Digital theatre review: Typical
David Farnor | On 10, Jun 2021
It’s been more than 20 years since Richard Blackwood got his own Channel 4 series, The Richard Blackwood Show, but this one-man show is a reminder of how much of a charismatic, talented presence he is.
Typical follows a Black man who spends the one-hour runtime unnamed. We join him through just an ordinary day in his life, from breakfast and work to going out for a night on the town. It’s a dizzying rush of statements, questions, rhetorical flourishes and rhyming wordplay – a deluge of puns and wit. It’s as much poetry as play, and Ryan Calais Cameron crafts it all with audible glee.
Directed by Anastasia Osei-Kuffour, the production is superbly adapted for filming, and Blackwood and the camera dance around each other with an irrepressible energy and kinetic precision. The minimal stage design makes it easy and absorbing to follow this man through the minutiae of his day, pausing every now and then between the judicious lighting and sound changes for him to muse on subjects such as marriage (and divorce). And, interspersing it all, are moments of microaggressions that build up an underlying note of systemic racial prejudice in the world our hero is navigating.
But it’d also a showcase for Blackwood, whose likeable charm keeps us engaged until the final moments, which he guides from comedy and frustration through to shocking drama. There’s a physicality to his performance, which paves the way for a particularly physical final tableau in a nightclub.
It’s an upsetting, powerful note on which to conclude, and poignant post-play titles find real life resonance in the events depicted – and it resonates even louder after the life bursting though the screen with every frame.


What the task requires
Identify each line below that contains the word "curve", and copy it out.

Figure collection entries:
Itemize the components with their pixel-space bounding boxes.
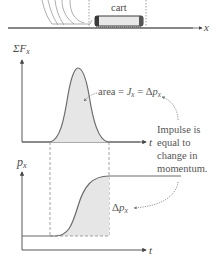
- delta-sub: x: [125, 206, 128, 215]
- momentum-t-label: t: [149, 245, 152, 256]
- momentum-time-graph: [22, 172, 181, 250]
- callout-line-2: equal to: [157, 136, 207, 149]
- callout-pointer-bottom: [134, 182, 178, 208]
- callout-line-4: momentum.: [157, 162, 207, 175]
- delta-p-label: Δpx: [112, 202, 128, 215]
- area-annotation: area = Jx = Δpx: [98, 87, 161, 98]
- cart: [95, 16, 143, 27]
- callout-line-1: Impulse is: [157, 123, 207, 136]
- force-area-shade: [50, 68, 108, 142]
- force-time-graph: [22, 60, 146, 142]
- equals-delta: = Δ: [135, 86, 153, 97]
- p-sub: x: [23, 161, 27, 170]
- x-axis-label: x: [204, 22, 209, 33]
- callout-text: Impulse is equal to change in momentum.: [157, 123, 207, 175]
- callout-line-3: change in: [157, 149, 207, 162]
- force-y-label: ΣFx: [13, 43, 30, 56]
- callout-pointer-top: [162, 97, 178, 120]
- force-t-label: t: [149, 137, 152, 148]
- momentum-y-label: px: [17, 156, 27, 170]
- force-sub: x: [26, 47, 29, 56]
- area-text: area =: [98, 86, 127, 97]
- cart-scene: [8, 0, 202, 29]
- momentum-sub: x: [158, 90, 161, 99]
- cart-label: cart: [111, 3, 127, 14]
- hand-illustration: [42, 0, 92, 25]
- sigma-f: ΣF: [13, 42, 26, 54]
- momentum-area-shade: [55, 176, 109, 236]
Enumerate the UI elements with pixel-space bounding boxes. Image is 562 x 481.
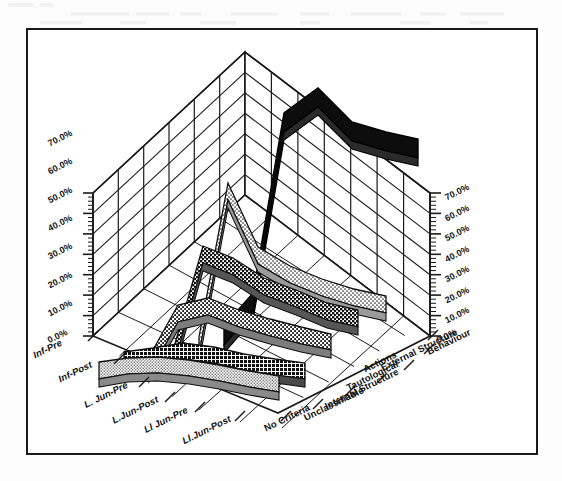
value-axis-right-spine [430,193,441,336]
3d-ribbon-chart [0,0,562,481]
value-axis-left-spine [83,193,93,336]
chart-screenshot: 70.0% 60.0% 50.0% 40.0% 30.0% 20.0% 10.0… [0,0,562,481]
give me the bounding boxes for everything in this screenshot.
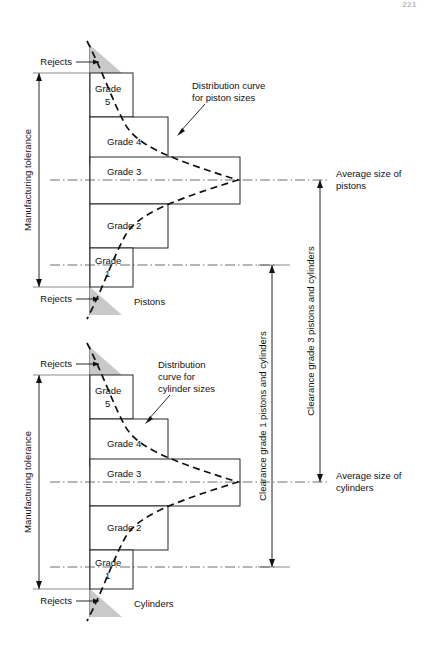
page-number: 221 [402, 0, 417, 9]
panel-cylinders: Grade 5 Grade 4 Grade 3 Grade 2 Grade 1 … [22, 343, 402, 621]
cylinders-average-label-line2: cylinders [336, 482, 374, 493]
cylinders-grade-5-label-line2: 5 [105, 398, 110, 409]
cylinders-grade-3-label: Grade 3 [107, 468, 141, 479]
cylinders-curve-label-line3: cylinder sizes [158, 383, 215, 394]
clearance-grade3-dimension [317, 180, 323, 482]
figure-selective-assembly: 221 Grade 5 Grade 4 Grade 3 Grade 2 Grad… [0, 0, 431, 659]
cylinders-top-reject-area [90, 347, 122, 375]
pistons-bottom-reject-area [90, 287, 122, 315]
pistons-tolerance-label: Manufacturing tolerance [22, 129, 33, 231]
clearance-grade1-label: Clearance grade 1 pistons and cylinders [257, 331, 268, 501]
pistons-curve-label-line1: Distribution curve [192, 80, 265, 91]
pistons-grade-5-label-line2: 5 [105, 96, 110, 107]
diagram-canvas: Grade 5 Grade 4 Grade 3 Grade 2 Grade 1 … [0, 0, 431, 659]
pistons-curve-label-line2: for piston sizes [192, 92, 256, 103]
clearance-grade3-label: Clearance grade 3 pistons and cylinders [305, 246, 316, 416]
cylinders-reject-bottom-label: Rejects [40, 595, 72, 606]
cylinders-bar-grade-1 [90, 550, 133, 589]
pistons-grade-3-label: Grade 3 [107, 166, 141, 177]
cylinders-average-label-line1: Average size of [336, 470, 402, 481]
cylinders-caption: Cylinders [134, 598, 174, 609]
pistons-average-label-line2: pistons [336, 180, 366, 191]
pistons-bar-grade-1 [90, 248, 133, 287]
cylinders-curve-label-line1: Distribution [158, 359, 206, 370]
pistons-grade-1-label-line1: Grade [95, 255, 121, 266]
cylinders-reject-top-label: Rejects [40, 358, 72, 369]
cylinders-curve-label-line2: curve for [158, 371, 195, 382]
cylinders-grade-2-label: Grade 2 [107, 522, 141, 533]
pistons-top-reject-area [90, 45, 122, 73]
pistons-caption: Pistons [134, 296, 165, 307]
pistons-reject-top-label: Rejects [40, 56, 72, 67]
cylinders-bar-grade-3 [90, 459, 240, 506]
cylinders-tolerance-label: Manufacturing tolerance [22, 431, 33, 533]
pistons-curve-callout-leader [177, 104, 205, 136]
pistons-reject-bottom-label: Rejects [40, 293, 72, 304]
pistons-average-label-line1: Average size of [336, 168, 402, 179]
panel-pistons: Grade 5 Grade 4 Grade 3 Grade 2 Grade 1 … [22, 41, 402, 319]
pistons-bar-grade-3 [90, 157, 240, 204]
cylinders-bottom-reject-area [90, 589, 122, 617]
cylinders-grade-1-label-line1: Grade [95, 557, 121, 568]
pistons-grade-2-label: Grade 2 [107, 220, 141, 231]
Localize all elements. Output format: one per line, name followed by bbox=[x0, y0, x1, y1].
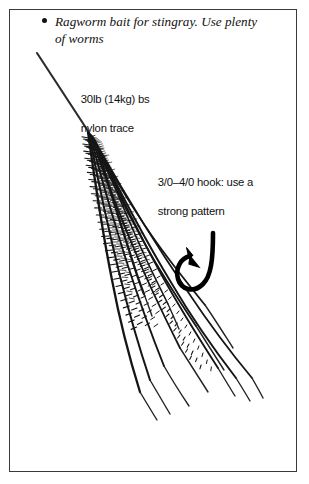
trace-label: 30lb (14kg) bs nylon trace bbox=[69, 77, 150, 150]
trace-label-line1: 30lb (14kg) bs bbox=[81, 93, 150, 105]
trace-label-line2: nylon trace bbox=[81, 122, 134, 134]
ragworm-bait-illustration bbox=[0, 0, 309, 484]
illustration-page: Ragworm bait for stingray. Use plenty of… bbox=[0, 0, 309, 484]
caption-bullet-icon bbox=[42, 18, 47, 23]
fish-hook bbox=[177, 233, 213, 289]
hook-label-line2: strong pattern bbox=[158, 205, 225, 217]
hook-label: 3/0–4/0 hook: use a strong pattern bbox=[146, 160, 253, 233]
caption-text: Ragworm bait for stingray. Use plenty of… bbox=[55, 14, 270, 47]
hook-label-line1: 3/0–4/0 hook: use a bbox=[158, 176, 253, 188]
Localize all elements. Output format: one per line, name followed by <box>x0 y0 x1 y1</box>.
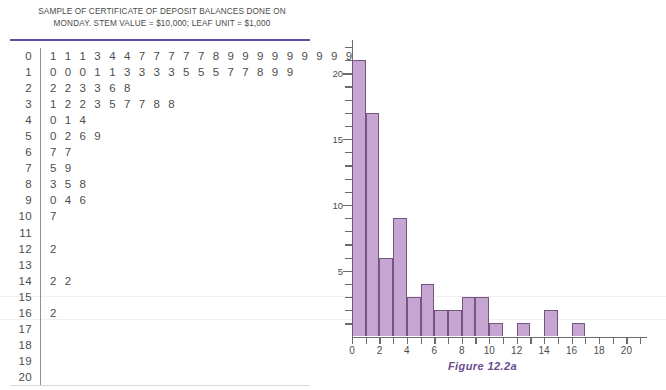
stem-leaf-row: 10 0 0 1 1 3 3 3 3 5 5 5 7 7 8 9 9 <box>10 64 310 80</box>
y-axis-minor-tick <box>345 100 352 101</box>
x-axis-tick-label: 12 <box>507 345 527 356</box>
stem-value: 18 <box>10 339 40 351</box>
stem-leaf-divider <box>40 369 41 385</box>
leaf-values: 1 2 2 3 5 7 7 8 8 <box>41 98 310 110</box>
stem-value: 0 <box>10 50 40 62</box>
stem-leaf-divider <box>40 353 41 369</box>
y-axis-tick-labels: 5101520 <box>330 0 343 390</box>
x-axis-major-tick <box>572 338 573 344</box>
stem-value: 14 <box>10 275 40 287</box>
leaf-values: 2 <box>41 243 310 255</box>
stem-leaf-divider <box>40 321 41 337</box>
stem-leaf-row: 90 4 6 <box>10 192 310 208</box>
histogram-plot-area: 5101520 02468101214161820 Figure 12.2a <box>330 0 666 390</box>
stem-leaf-title: SAMPLE OF CERTIFICATE OF DEPOSIT BALANCE… <box>12 6 312 29</box>
histogram-bar <box>434 310 448 336</box>
stem-leaf-row: 18 <box>10 337 310 353</box>
y-axis-minor-tick <box>345 47 352 48</box>
leaf-values: 7 7 <box>41 146 310 158</box>
histogram-bar <box>489 323 503 336</box>
stem-value: 17 <box>10 323 40 335</box>
x-axis-tick-label: 20 <box>616 345 636 356</box>
leaf-values: 5 9 <box>41 162 310 174</box>
histogram-panel: 5101520 02468101214161820 Figure 12.2a <box>330 0 666 390</box>
stem-value: 20 <box>10 371 40 383</box>
x-axis-major-tick <box>434 338 435 344</box>
stem-leaf-rows: 01 1 1 3 4 4 7 7 7 7 7 8 9 9 9 9 9 9 9 9… <box>10 48 310 385</box>
y-axis-minor-tick <box>345 86 352 87</box>
stem-value: 11 <box>10 227 40 239</box>
x-axis-major-tick <box>599 338 600 344</box>
histogram-bar <box>475 297 489 336</box>
stem-value: 15 <box>10 291 40 303</box>
title-divider-rule <box>10 39 310 41</box>
leaf-values: 3 5 8 <box>41 178 310 190</box>
x-axis-minor-tick <box>393 338 394 344</box>
y-axis-minor-tick <box>345 258 352 259</box>
x-axis-line <box>352 337 647 338</box>
leaf-values: 0 1 4 <box>41 114 310 126</box>
stem-leaf-row: 11 <box>10 225 310 241</box>
histogram-bar <box>393 218 407 336</box>
x-axis-tick-label: 0 <box>342 345 362 356</box>
stem-leaf-row: 01 1 1 3 4 4 7 7 7 7 7 8 9 9 9 9 9 9 9 9… <box>10 48 310 64</box>
x-axis-minor-tick <box>558 338 559 344</box>
x-axis-tick-label: 18 <box>589 345 609 356</box>
stem-leaf-row: 83 5 8 <box>10 176 310 192</box>
histogram-bar <box>352 60 366 336</box>
stem-value: 16 <box>10 307 40 319</box>
stem-leaf-row: 67 7 <box>10 144 310 160</box>
x-axis-major-tick <box>407 338 408 344</box>
stem-leaf-row: 40 1 4 <box>10 112 310 128</box>
stem-leaf-row: 50 2 6 9 <box>10 128 310 144</box>
x-axis-minor-tick <box>640 338 641 344</box>
stem-value: 2 <box>10 82 40 94</box>
x-axis-tick-label: 8 <box>452 345 472 356</box>
y-axis-minor-tick <box>345 152 352 153</box>
stem-leaf-divider <box>40 257 41 273</box>
leaf-values: 2 2 3 3 6 8 <box>41 82 310 94</box>
y-axis-minor-tick <box>345 126 352 127</box>
y-axis-major-tick <box>343 73 352 74</box>
stem-value: 12 <box>10 243 40 255</box>
y-axis-minor-tick <box>345 192 352 193</box>
x-axis-major-tick <box>489 338 490 344</box>
stem-leaf-row: 17 <box>10 321 310 337</box>
stem-value: 19 <box>10 355 40 367</box>
stem-leaf-row: 75 9 <box>10 160 310 176</box>
x-axis-minor-tick <box>448 338 449 344</box>
figure-caption: Figure 12.2a <box>448 360 517 372</box>
leaf-values: 2 <box>41 307 310 319</box>
stem-leaf-row: 122 <box>10 241 310 257</box>
y-axis-tick-label: 20 <box>319 68 343 79</box>
x-axis-tick-label: 4 <box>397 345 417 356</box>
stem-value: 9 <box>10 194 40 206</box>
y-axis-tick-label: 10 <box>319 200 343 211</box>
stem-value: 7 <box>10 162 40 174</box>
stem-leaf-row: 22 2 3 3 6 8 <box>10 80 310 96</box>
y-axis-major-tick <box>343 139 352 140</box>
y-axis-minor-tick <box>345 218 352 219</box>
histogram-bar <box>366 113 380 337</box>
y-axis-minor-tick <box>345 323 352 324</box>
stem-and-leaf-panel: SAMPLE OF CERTIFICATE OF DEPOSIT BALANCE… <box>0 0 330 390</box>
x-axis-major-tick <box>517 338 518 344</box>
x-axis-major-tick <box>544 338 545 344</box>
stem-value: 1 <box>10 66 40 78</box>
histogram-bar <box>407 297 421 336</box>
stem-leaf-row: 107 <box>10 208 310 224</box>
histogram-bar <box>572 323 586 336</box>
leaf-values: 7 <box>41 210 310 222</box>
histogram-bar <box>544 310 558 336</box>
histogram-bar <box>421 284 435 337</box>
y-axis-tick-label: 15 <box>319 134 343 145</box>
x-axis-tick-label: 14 <box>534 345 554 356</box>
x-axis-tick-label: 16 <box>562 345 582 356</box>
stem-leaf-row: 15 <box>10 289 310 305</box>
stem-leaf-row: 142 2 <box>10 273 310 289</box>
stem-value: 10 <box>10 210 40 222</box>
stem-leaf-row: 13 <box>10 257 310 273</box>
stem-leaf-row: 20 <box>10 369 310 385</box>
stem-leaf-divider <box>40 225 41 241</box>
stem-leaf-bottom-rule <box>10 385 310 386</box>
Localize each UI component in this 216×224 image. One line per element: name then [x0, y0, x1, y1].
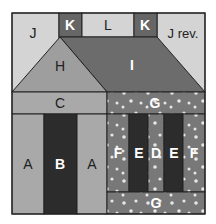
- label-l: L: [104, 17, 112, 33]
- label-k-left: K: [65, 17, 75, 33]
- label-g-bottom: G: [151, 195, 162, 211]
- label-d: D: [151, 145, 161, 161]
- label-a-left: A: [23, 156, 33, 172]
- label-h: H: [55, 58, 65, 74]
- label-e-right: E: [169, 145, 178, 161]
- label-c: C: [55, 95, 65, 111]
- label-j: J: [30, 25, 37, 41]
- label-b: B: [55, 156, 65, 172]
- label-f-left: F: [114, 145, 123, 161]
- label-a-right: A: [87, 156, 97, 172]
- label-i: I: [130, 57, 134, 73]
- label-f-right: F: [190, 145, 199, 161]
- label-e-left: E: [134, 145, 143, 161]
- label-g-top: G: [150, 95, 161, 111]
- label-j-rev: J rev.: [168, 26, 199, 41]
- quilt-block-diagram: J K L K J rev. H I C G A B A F E D E F G: [0, 0, 216, 224]
- label-k-right: K: [140, 17, 150, 33]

Exercise response
cylinders-curve-label-line3: cylinder sizes [158, 383, 215, 394]
pistons-curve-label-line1: Distribution curve [192, 80, 265, 91]
pistons-curve-label-line2: for piston sizes [192, 92, 256, 103]
cylinders-curve-label-line1: Distribution [158, 359, 206, 370]
cylinders-curve-label-line2: curve for [158, 371, 195, 382]
pistons-curve-callout-leader [177, 104, 205, 136]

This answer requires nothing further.